Mumbai: In its bid to expedite the redevelopment of 25,000 slums along Mumbai coast, the state government will send an environmental cost-benefit analysis report to the Centre within two months, Chief Minister Eknath Shinde assured the Maharashtra state legislature on Thursday.
"An environmental cost and benefit analysis report is being prepared by the Brihanmumbai Municipal Corporation (BMC) and Slum Rehabilitation Authority (SRA) regarding the redevelopment of slums that come under CRZ-2 along Mumbai’s coastline. This is a crucial analysis for the redevelopment of these slums which will be ready and sent to the central government in the next two months,” Shinde told the Legislative Assembly.
Fate of 25k slums will be decided in next 2 months
“This means that the fate of nearly 25,000 slums housing nearly 1.25 lakh people in Mumbai will be decided over the next two months,” Mumbai BJP president MLA Adv Ashish Shelar, who had moved a calling attention motion over the issue, told the media after the assurance by CM Shinde.
While speaking on the issue in the House, Shelar said that the issue of redevelopment of these slums had been lingering since 2011 and that the recent city development plan had completely blocked the way.
According to the CRZ notification dated January 6, 2011 issued by the Union Ministry of Environment, Forests and Climate Change, stringent conditions were placed on the redevelopment of these slums and the state government was asked to bear 51% cost share.
Notification date changed
The notification was later changed on January 18, 2019, but still there was still no clarity on the redevelopment of protected huts. When the state government sent a letter to the Centre on this issue, it was directed to submit a proposal in this regard. In the meanwhile, the new development plan for Mumbai was prepared, in which reservations for parks and playgrounds were made in the coastal areas, thereby turning them into no-development zones.
As a result, the path of redevelopment of these slums became all the more difficult. Around the same time, the Union ministry of environment and climate change held a meeting on this issue in New Delhi, in which the Centre directed the state government to submit a report on the impact on the environment if redevelopment of these slums was permitted, Shelar said.
“On the one hand we are trying to make Mumbai slum-free, while on the other there are still pockets in Mumbai like Worli, Bandra, Khar, Juhu, Versova and Dharavi, where nearly 1.25 lakh people residing in 25,000-odd slums are waiting for years for a favourable decision from the government,” Shelar said and asked, by when will the BMC and the SRA submit this environment cost-benefit analysis report to the Centre over which CM Shinde said that it will be done within two months.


Search the data for the string "item", and report each line where it is found.

[Source data]
-*-
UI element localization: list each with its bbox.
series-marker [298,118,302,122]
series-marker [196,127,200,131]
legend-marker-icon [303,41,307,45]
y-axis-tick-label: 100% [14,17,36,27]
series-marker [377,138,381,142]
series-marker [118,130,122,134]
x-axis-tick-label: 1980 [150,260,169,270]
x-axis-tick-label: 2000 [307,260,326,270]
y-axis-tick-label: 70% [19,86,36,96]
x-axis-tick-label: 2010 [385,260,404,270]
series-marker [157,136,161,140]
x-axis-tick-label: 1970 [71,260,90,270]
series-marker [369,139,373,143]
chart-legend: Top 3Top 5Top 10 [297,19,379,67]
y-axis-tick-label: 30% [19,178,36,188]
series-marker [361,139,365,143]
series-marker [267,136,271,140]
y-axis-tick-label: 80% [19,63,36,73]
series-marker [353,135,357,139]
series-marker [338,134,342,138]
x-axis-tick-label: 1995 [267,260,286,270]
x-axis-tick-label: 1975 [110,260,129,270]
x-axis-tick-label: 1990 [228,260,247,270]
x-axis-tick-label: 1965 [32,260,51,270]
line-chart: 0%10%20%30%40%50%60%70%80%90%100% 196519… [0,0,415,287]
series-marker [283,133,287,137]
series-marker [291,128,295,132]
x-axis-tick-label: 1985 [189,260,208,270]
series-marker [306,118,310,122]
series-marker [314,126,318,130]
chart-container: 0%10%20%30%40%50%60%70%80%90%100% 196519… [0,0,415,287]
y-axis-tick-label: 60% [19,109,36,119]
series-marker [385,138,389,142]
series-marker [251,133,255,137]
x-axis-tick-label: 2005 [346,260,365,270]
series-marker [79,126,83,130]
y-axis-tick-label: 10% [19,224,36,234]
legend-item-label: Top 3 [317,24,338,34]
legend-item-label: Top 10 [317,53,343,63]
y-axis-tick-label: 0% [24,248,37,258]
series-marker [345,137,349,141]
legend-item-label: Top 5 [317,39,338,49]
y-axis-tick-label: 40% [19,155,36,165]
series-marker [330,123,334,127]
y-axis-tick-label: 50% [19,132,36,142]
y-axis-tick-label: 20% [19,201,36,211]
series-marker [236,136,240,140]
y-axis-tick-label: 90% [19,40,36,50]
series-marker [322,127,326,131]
-*-
-- Response below --
legend-item-label: Top 3 [317,24,338,34]
legend-item-label: Top 10 [317,53,343,63]
legend-item-label: Top 5 [317,39,338,49]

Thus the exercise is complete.